Young visitors to the archaeology exhibits at the Virginia Museum of Natural History are often told that hunter-gatherers never let any part of an animal go to waste.
Kids often ask the question: "Did Indians eat deer eyeballs?"
While the physical evidence for eyeball eating is pretty slim, the answer is most likely yes. Many cultures eat the eyeballs of various animals and consider them a delicacy.
In the Middle East, sheep and goat eyeballs can be found roasted and in stews. They are such a special treat that a guest of honor is offered the eyeballs to demonstrate the host's hospitality.
In China, you can have them fried and served with rice. One Ukranian recipe calls for an eyeball stew made with beets. Another recipe calls for removing part of the eye and then stuffing it.
You may have eaten eyeballs without knowing it since they are one of the many body parts that can get ground up and used in hotdogs or other processed meat products.
The animal product in food that many Americans eat now has much less variety than it did even 50 years ago. Take a look at an old cookbook. It is not unusual to find recipes for all kinds of animals (pigeon, squirrel, snake) or various body parts (eyeballs, tongue, cheeks) that are not commonly eaten by most Americans today. You can see many of these parts at grocery stores. They commonly carry tripe (cow's stomach), tongue, hearts, livers, frog legs, and more.
In cultures where the meat is from hunted animals, rather than animals raised on farms, people eat a much wider variety. Archaeologists can figure out what people in the past ate by looking at the bones left behind. Often, the bones found in old trash bins were cut as the animal was butchered. Those butchery marks can be seen even thousands of years later. It is clear from that evidence that people have always eaten a variety of animal foods, eyeballs included.
Correlated Virginia science Standards of Learning: 3.4, 3.5, 4.8, 6.9, LS.12; history: K.2, 1.6, 2.9, VS.2.
Elizabeth Moore is curator of archaeology at the Virginia Museum of Natural History in Martinsville.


● EXERCISE DETAILS
Among the entries below, copy every line that carries the word "image".
(DATA begins)
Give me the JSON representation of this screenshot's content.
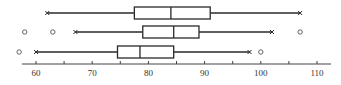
{
  "chart_data": {
    "type": "boxplot",
    "orientation": "horizontal",
    "title": "",
    "xlabel": "",
    "ylabel": "",
    "xlim": [
      57,
      112
    ],
    "xticks_major": [
      60,
      70,
      80,
      90,
      100,
      110
    ],
    "xticks_minor": [
      65,
      75,
      85,
      95,
      105
    ],
    "tick_labels": [
      "60",
      "70",
      "80",
      "90",
      "100",
      "110"
    ],
    "grid": false,
    "legend": null,
    "series": [
      {
        "name": "row-1",
        "whisker_low": 62,
        "q1": 77.5,
        "median": 84,
        "q3": 91,
        "whisker_high": 107,
        "outliers": []
      },
      {
        "name": "row-2",
        "whisker_low": 67,
        "q1": 79,
        "median": 84.5,
        "q3": 89,
        "whisker_high": 102,
        "outliers": [
          58,
          63,
          107
        ]
      },
      {
        "name": "row-3",
        "whisker_low": 60,
        "q1": 74.5,
        "median": 78.5,
        "q3": 84.5,
        "whisker_high": 98,
        "outliers": [
          57,
          100
        ]
      }
    ],
    "colors": {
      "line": "#2a2a2a",
      "axis": "#444444",
      "outlier": "#555555"
    }
  }
}
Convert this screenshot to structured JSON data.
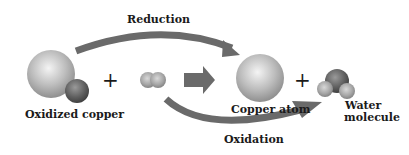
{
  "diagram": {
    "labels": {
      "reduction": "Reduction",
      "oxidation": "Oxidation",
      "oxidized_copper": "Oxidized copper",
      "copper_atom": "Copper atom",
      "water_line1": "Water",
      "water_line2": "molecule"
    },
    "operators": {
      "plus": "+"
    },
    "nodes": [
      {
        "id": "oxidized-copper",
        "label": "Oxidized copper",
        "parts": [
          "copper",
          "oxygen"
        ]
      },
      {
        "id": "hydrogen-molecule",
        "label": "",
        "parts": [
          "hydrogen",
          "hydrogen"
        ]
      },
      {
        "id": "copper-atom",
        "label": "Copper atom",
        "parts": [
          "copper"
        ]
      },
      {
        "id": "water-molecule",
        "label": "Water molecule",
        "parts": [
          "oxygen",
          "hydrogen",
          "hydrogen"
        ]
      }
    ],
    "edges": [
      {
        "from": "oxidized-copper",
        "to": "copper-atom",
        "label": "Reduction"
      },
      {
        "from": "hydrogen-molecule",
        "to": "water-molecule",
        "label": "Oxidation"
      },
      {
        "from": "reactants",
        "to": "products",
        "label": ""
      }
    ],
    "colors": {
      "arrow": "#6a6a6a",
      "copper_light": "#e8e8e8",
      "copper_dark": "#8c8c8c",
      "oxygen_dark": "#4a4a4a",
      "text": "#1a1a1a"
    }
  }
}
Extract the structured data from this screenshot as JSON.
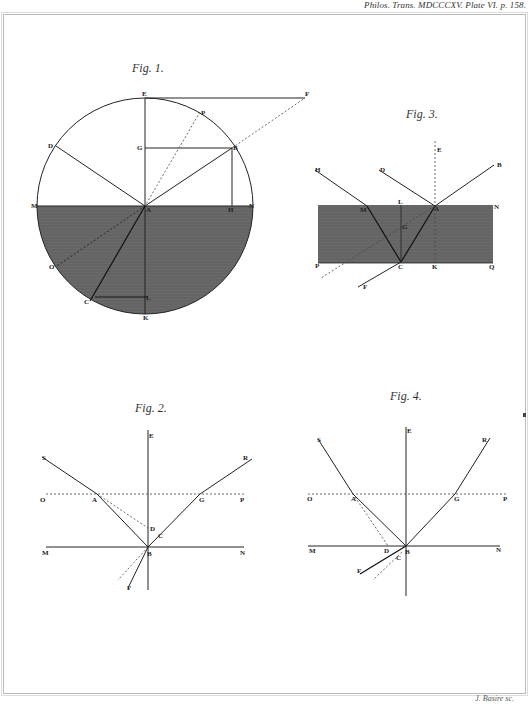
{
  "header": {
    "citation": "Philos. Trans. MDCCCXV. Plate VI. p. 158."
  },
  "footer": {
    "engraver": "J. Basire sc."
  },
  "figures": {
    "fig1": {
      "title": "Fig. 1.",
      "labels": {
        "E": "E",
        "F": "F",
        "P": "P",
        "D": "D",
        "G": "G",
        "B": "B",
        "M": "M",
        "A": "A",
        "H": "H",
        "N": "N",
        "O": "O",
        "C": "C",
        "L": "L",
        "K": "K"
      }
    },
    "fig2": {
      "title": "Fig. 2.",
      "labels": {
        "E": "E",
        "S": "S",
        "R": "R",
        "O": "O",
        "A": "A",
        "G": "G",
        "P": "P",
        "D": "D",
        "C": "C",
        "M": "M",
        "B": "B",
        "N": "N",
        "F": "F"
      }
    },
    "fig3": {
      "title": "Fig. 3.",
      "labels": {
        "E": "E",
        "H": "H",
        "D": "D",
        "B": "B",
        "M": "M",
        "L": "L",
        "A": "A",
        "N": "N",
        "G": "G",
        "P": "P",
        "C": "C",
        "K": "K",
        "Q": "Q",
        "F": "F"
      }
    },
    "fig4": {
      "title": "Fig. 4.",
      "labels": {
        "E": "E",
        "S": "S",
        "R": "R",
        "O": "O",
        "A": "A",
        "G": "G",
        "P": "P",
        "M": "M",
        "D": "D",
        "B": "B",
        "N": "N",
        "C": "C",
        "F": "F"
      }
    }
  },
  "colors": {
    "ink": "#222222",
    "medium": "#6e6e6e",
    "paper": "#ffffff"
  }
}
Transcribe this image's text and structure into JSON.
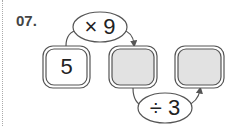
{
  "problem": {
    "number": "07."
  },
  "boxes": [
    {
      "value": "5",
      "fill": "#ffffff"
    },
    {
      "value": "",
      "fill": "#e2e2e2"
    },
    {
      "value": "",
      "fill": "#e2e2e2"
    }
  ],
  "operations": [
    {
      "label": "× 9"
    },
    {
      "label": "÷ 3"
    }
  ]
}
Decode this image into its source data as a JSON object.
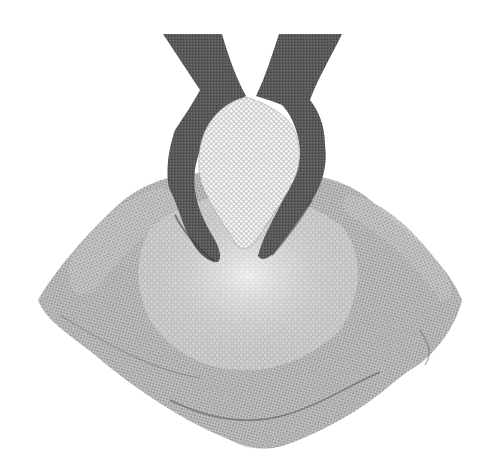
{
  "image": {
    "subject": "Two hands holding grain above an open burlap sack full of grain",
    "style": "grayscale photograph",
    "width": 491,
    "height": 474
  },
  "colors": {
    "background": "#ffffff",
    "burlap_light": "#cfcfcf",
    "burlap_mid": "#a8a8a8",
    "burlap_dark": "#6e6e6e",
    "skin_dark": "#4a4a4a",
    "skin_mid": "#6a6a6a",
    "grain_light": "#f2f2f2",
    "grain_shadow": "#bdbdbd"
  },
  "elements": [
    {
      "name": "burlap-sack",
      "description": "open jute sack with folded rim"
    },
    {
      "name": "grain-pile",
      "description": "white granules filling the sack"
    },
    {
      "name": "left-hand",
      "description": "dark-skinned hand cupping grain"
    },
    {
      "name": "right-hand",
      "description": "dark-skinned hand cupping grain"
    },
    {
      "name": "grain-in-hands",
      "description": "heap of granules held in cupped hands"
    }
  ]
}
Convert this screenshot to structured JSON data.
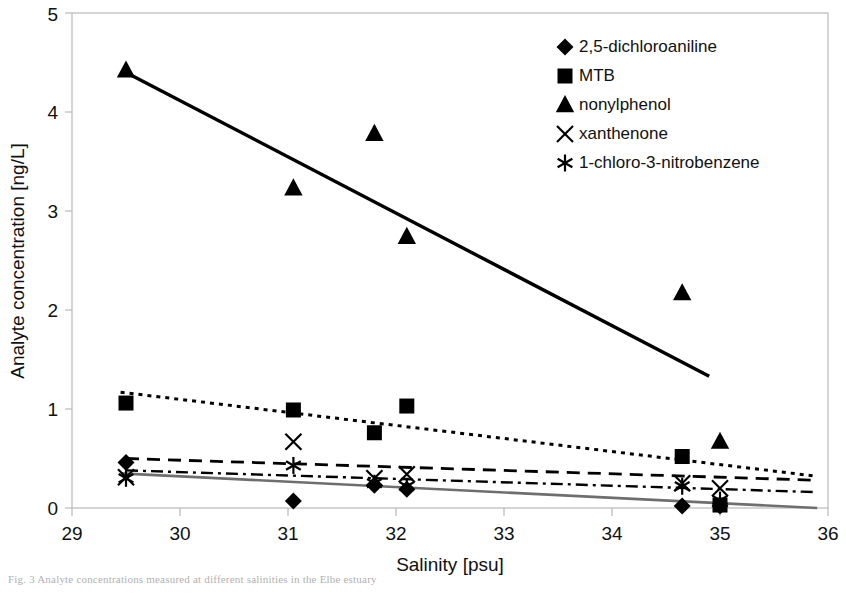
{
  "figure": {
    "caption": "Fig. 3 Analyte concentrations measured at different salinities in the Elbe estuary"
  },
  "chart_data": {
    "type": "scatter",
    "title": "",
    "xlabel": "Salinity [psu]",
    "ylabel": "Analyte concentration [ng/L]",
    "xlim": [
      29,
      36
    ],
    "ylim": [
      0,
      5
    ],
    "xticks": [
      29,
      30,
      31,
      32,
      33,
      34,
      35,
      36
    ],
    "yticks": [
      0,
      1,
      2,
      3,
      4,
      5
    ],
    "xtick_labels": [
      "29",
      "30",
      "31",
      "32",
      "33",
      "34",
      "35",
      "36"
    ],
    "ytick_labels": [
      "0",
      "1",
      "2",
      "3",
      "4",
      "5"
    ],
    "grid": false,
    "legend_position": "top-right",
    "series": [
      {
        "name": "2,5-dichloroaniline",
        "marker": "diamond",
        "color": "#000000",
        "line_style": "dashed",
        "points": [
          {
            "x": 29.5,
            "y": 0.46
          },
          {
            "x": 31.05,
            "y": 0.07
          },
          {
            "x": 31.8,
            "y": 0.23
          },
          {
            "x": 32.1,
            "y": 0.19
          },
          {
            "x": 34.65,
            "y": 0.02
          },
          {
            "x": 35.0,
            "y": 0.02
          }
        ],
        "trend_start": {
          "x": 29.5,
          "y": 0.5
        },
        "trend_end": {
          "x": 35.9,
          "y": 0.28
        }
      },
      {
        "name": "MTB",
        "marker": "square",
        "color": "#000000",
        "line_style": "dotted",
        "points": [
          {
            "x": 29.5,
            "y": 1.06
          },
          {
            "x": 31.05,
            "y": 0.99
          },
          {
            "x": 31.8,
            "y": 0.76
          },
          {
            "x": 32.1,
            "y": 1.03
          },
          {
            "x": 34.65,
            "y": 0.52
          },
          {
            "x": 35.0,
            "y": 0.03
          }
        ],
        "trend_start": {
          "x": 29.45,
          "y": 1.17
        },
        "trend_end": {
          "x": 35.9,
          "y": 0.32
        }
      },
      {
        "name": "nonylphenol",
        "marker": "triangle",
        "color": "#000000",
        "line_style": "solid",
        "points": [
          {
            "x": 29.5,
            "y": 4.42
          },
          {
            "x": 31.05,
            "y": 3.23
          },
          {
            "x": 31.8,
            "y": 3.78
          },
          {
            "x": 32.1,
            "y": 2.74
          },
          {
            "x": 34.65,
            "y": 2.17
          },
          {
            "x": 35.0,
            "y": 0.67
          }
        ],
        "trend_start": {
          "x": 29.5,
          "y": 4.4
        },
        "trend_end": {
          "x": 34.9,
          "y": 1.33
        }
      },
      {
        "name": "xanthenone",
        "marker": "x",
        "color": "#000000",
        "line_style": "dash-dot",
        "points": [
          {
            "x": 29.5,
            "y": 0.31
          },
          {
            "x": 31.05,
            "y": 0.67
          },
          {
            "x": 31.8,
            "y": 0.3
          },
          {
            "x": 32.1,
            "y": 0.34
          },
          {
            "x": 34.65,
            "y": 0.25
          },
          {
            "x": 35.0,
            "y": 0.2
          }
        ],
        "trend_start": {
          "x": 29.5,
          "y": 0.38
        },
        "trend_end": {
          "x": 35.9,
          "y": 0.16
        }
      },
      {
        "name": "1-chloro-3-nitrobenzene",
        "marker": "asterisk",
        "color": "#000000",
        "line_style": "solid-gray",
        "points": [
          {
            "x": 29.5,
            "y": 0.3
          },
          {
            "x": 31.05,
            "y": 0.43
          },
          {
            "x": 31.8,
            "y": 0.25
          },
          {
            "x": 32.1,
            "y": 0.22
          },
          {
            "x": 34.65,
            "y": 0.22
          },
          {
            "x": 35.0,
            "y": 0.08
          }
        ],
        "trend_start": {
          "x": 29.45,
          "y": 0.35
        },
        "trend_end": {
          "x": 35.9,
          "y": 0.0
        }
      }
    ]
  },
  "legend": {
    "items": [
      {
        "label": "2,5-dichloroaniline",
        "marker": "diamond"
      },
      {
        "label": "MTB",
        "marker": "square"
      },
      {
        "label": "nonylphenol",
        "marker": "triangle"
      },
      {
        "label": "xanthenone",
        "marker": "x"
      },
      {
        "label": "1-chloro-3-nitrobenzene",
        "marker": "asterisk"
      }
    ]
  }
}
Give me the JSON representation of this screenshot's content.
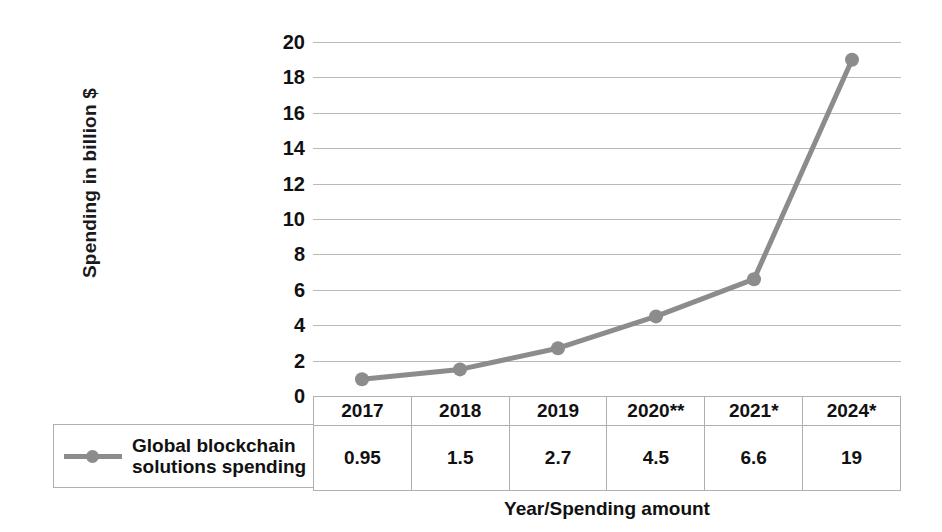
{
  "chart_data": {
    "type": "line",
    "title": "",
    "xlabel": "Year/Spending amount",
    "ylabel": "Spending in billion $",
    "categories": [
      "2017",
      "2018",
      "2019",
      "2020**",
      "2021*",
      "2024*"
    ],
    "values": [
      0.95,
      1.5,
      2.7,
      4.5,
      6.6,
      19
    ],
    "value_labels": [
      "0.95",
      "1.5",
      "2.7",
      "4.5",
      "6.6",
      "19"
    ],
    "series": [
      {
        "name": "Global blockchain solutions spending",
        "values": [
          0.95,
          1.5,
          2.7,
          4.5,
          6.6,
          19
        ],
        "color": "#8c8c8c",
        "marker": "circle"
      }
    ],
    "ylim": [
      0,
      20
    ],
    "ytick_step": 2,
    "yticks": [
      "20",
      "18",
      "16",
      "14",
      "12",
      "10",
      "8",
      "6",
      "4",
      "2",
      "0"
    ],
    "grid": true,
    "legend_position": "bottom-left",
    "has_data_table": true
  },
  "axes": {
    "y_title": "Spending in billion $",
    "x_title": "Year/Spending amount"
  },
  "legend": {
    "entries": [
      {
        "label_line1": "Global blockchain",
        "label_line2": "solutions spending",
        "color": "#8c8c8c"
      }
    ]
  },
  "table": {
    "headers": [
      "2017",
      "2018",
      "2019",
      "2020**",
      "2021*",
      "2024*"
    ],
    "rows": [
      {
        "values": [
          "0.95",
          "1.5",
          "2.7",
          "4.5",
          "6.6",
          "19"
        ]
      }
    ]
  },
  "colors": {
    "series": "#8c8c8c",
    "gridline": "#b9b9b9",
    "border": "#b0b0b0",
    "text": "#111111",
    "background": "#ffffff"
  }
}
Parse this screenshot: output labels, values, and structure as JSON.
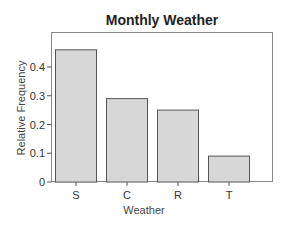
{
  "chart_data": {
    "type": "bar",
    "title": "Monthly Weather",
    "xlabel": "Weather",
    "ylabel": "Relative Frequency",
    "categories": [
      "S",
      "C",
      "R",
      "T"
    ],
    "values": [
      0.46,
      0.29,
      0.25,
      0.09
    ],
    "ylim": [
      0,
      0.5
    ],
    "yticks": [
      0,
      0.1,
      0.2,
      0.3,
      0.4
    ],
    "ytick_labels": [
      "0",
      "0.1",
      "0.2",
      "0.3",
      "0.4"
    ],
    "grid": false,
    "legend": null,
    "colors": {
      "bar_fill": "#d7d7d7",
      "bar_stroke": "#555555",
      "frame": "#888888"
    }
  }
}
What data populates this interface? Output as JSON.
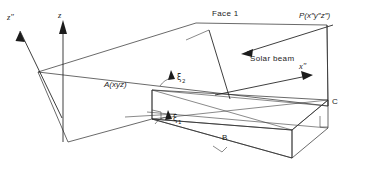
{
  "figure": {
    "background_color": "#ffffff",
    "line_color": "#2a2a2a",
    "width": 382,
    "height": 170
  },
  "axes": [
    {
      "id": "z-double-prime",
      "label": "z″",
      "name": "z-double-prime-axis",
      "direction": "up-left"
    },
    {
      "id": "z",
      "label": "z",
      "name": "z-axis",
      "direction": "up"
    },
    {
      "id": "x-double-prime",
      "label": "x″",
      "name": "x-double-prime-axis",
      "direction": "right"
    }
  ],
  "labels": {
    "z_double_prime": "z″",
    "z": "z",
    "x_double_prime": "x″",
    "face": "Face 1",
    "solar_beam": "Solar beam",
    "point_a": "A(xyz)",
    "point_p": "P(x″y″z″)",
    "point_b": "B",
    "point_c": "C",
    "xi_1_symbol": "ξ",
    "xi_1_subscript": "1",
    "xi_2_symbol": "ξ",
    "xi_2_subscript": "2"
  },
  "annotations": [
    {
      "name": "face-1-leader",
      "text": "Face 1",
      "description": "leader line to inclined plane"
    },
    {
      "name": "solar-beam-arrow",
      "text": "Solar beam",
      "description": "arrow pointing up-left along beam"
    },
    {
      "name": "angle-xi-1",
      "text": "ξ1",
      "description": "incidence angle at lower edge"
    },
    {
      "name": "angle-xi-2",
      "text": "ξ2",
      "description": "incidence angle at upper edge"
    },
    {
      "name": "right-angle-marker-b",
      "description": "right angle square near B"
    },
    {
      "name": "right-angle-marker-c",
      "description": "right angle square near C"
    }
  ]
}
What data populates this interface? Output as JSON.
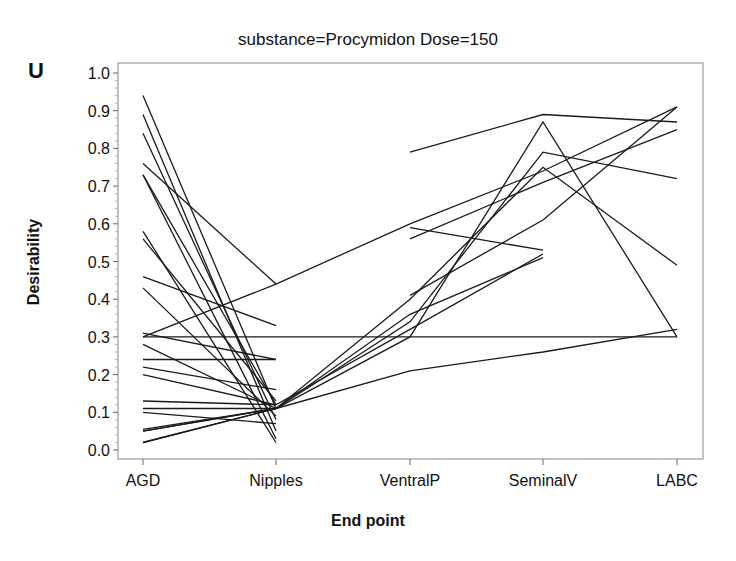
{
  "chart_data": {
    "type": "line",
    "title": "substance=Procymidon  Dose=150",
    "panel_label": "U",
    "xlabel": "End point",
    "ylabel": "Desirability",
    "categories": [
      "AGD",
      "Nipples",
      "VentralP",
      "SeminalV",
      "LABC"
    ],
    "yticks": [
      "0.0",
      "0.1",
      "0.2",
      "0.3",
      "0.4",
      "0.5",
      "0.6",
      "0.7",
      "0.8",
      "0.9",
      "1.0"
    ],
    "ylim": [
      0,
      1.0
    ],
    "grid": false,
    "legend": null,
    "series": [
      {
        "name": "s1",
        "values": [
          0.94,
          0.11,
          null,
          null,
          null
        ]
      },
      {
        "name": "s2",
        "values": [
          0.89,
          0.05,
          null,
          null,
          null
        ]
      },
      {
        "name": "s3",
        "values": [
          0.84,
          0.08,
          null,
          null,
          null
        ]
      },
      {
        "name": "s4",
        "values": [
          0.76,
          0.44,
          null,
          null,
          null
        ]
      },
      {
        "name": "s5",
        "values": [
          0.73,
          0.12,
          null,
          null,
          null
        ]
      },
      {
        "name": "s6",
        "values": [
          0.73,
          0.03,
          null,
          null,
          null
        ]
      },
      {
        "name": "s7",
        "values": [
          0.58,
          0.02,
          null,
          null,
          null
        ]
      },
      {
        "name": "s8",
        "values": [
          0.56,
          0.13,
          null,
          null,
          null
        ]
      },
      {
        "name": "s9",
        "values": [
          0.46,
          0.33,
          null,
          null,
          null
        ]
      },
      {
        "name": "s10",
        "values": [
          0.43,
          0.09,
          null,
          null,
          null
        ]
      },
      {
        "name": "s11",
        "values": [
          0.31,
          0.24,
          null,
          null,
          null
        ]
      },
      {
        "name": "s12",
        "values": [
          0.3,
          0.44,
          0.6,
          0.74,
          0.91
        ]
      },
      {
        "name": "s13",
        "values": [
          0.3,
          0.3,
          0.3,
          0.3,
          0.3
        ]
      },
      {
        "name": "s14",
        "values": [
          0.28,
          0.11,
          null,
          null,
          null
        ]
      },
      {
        "name": "s15",
        "values": [
          0.24,
          0.24,
          null,
          null,
          null
        ]
      },
      {
        "name": "s16",
        "values": [
          0.22,
          0.16,
          null,
          null,
          null
        ]
      },
      {
        "name": "s17",
        "values": [
          0.2,
          0.12,
          null,
          null,
          null
        ]
      },
      {
        "name": "s18",
        "values": [
          0.13,
          0.12,
          null,
          null,
          null
        ]
      },
      {
        "name": "s19",
        "values": [
          0.11,
          0.11,
          null,
          null,
          null
        ]
      },
      {
        "name": "s20",
        "values": [
          0.1,
          0.07,
          null,
          null,
          null
        ]
      },
      {
        "name": "s21",
        "values": [
          0.055,
          0.11,
          0.3,
          0.87,
          0.3
        ]
      },
      {
        "name": "s22",
        "values": [
          0.05,
          0.11,
          0.34,
          0.79,
          0.72
        ]
      },
      {
        "name": "s23",
        "values": [
          0.02,
          0.11,
          0.4,
          0.75,
          0.49
        ]
      },
      {
        "name": "s24",
        "values": [
          0.02,
          0.11,
          0.21,
          0.26,
          0.32
        ]
      },
      {
        "name": "s25",
        "values": [
          0.05,
          0.11,
          0.36,
          0.51,
          null
        ]
      },
      {
        "name": "s26",
        "values": [
          null,
          0.12,
          0.32,
          0.52,
          null
        ]
      },
      {
        "name": "s27",
        "values": [
          null,
          null,
          0.79,
          0.89,
          0.87
        ]
      },
      {
        "name": "s28",
        "values": [
          null,
          null,
          0.59,
          0.53,
          null
        ]
      },
      {
        "name": "s29",
        "values": [
          null,
          null,
          0.56,
          0.71,
          0.85
        ]
      },
      {
        "name": "s30",
        "values": [
          null,
          null,
          0.41,
          0.61,
          0.91
        ]
      }
    ]
  }
}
(DATA ends)
● EXPECTED ANSWER
Transcribe this image's text and structure into JSON.
Decode this image into its source data as a JSON object.
  "image": {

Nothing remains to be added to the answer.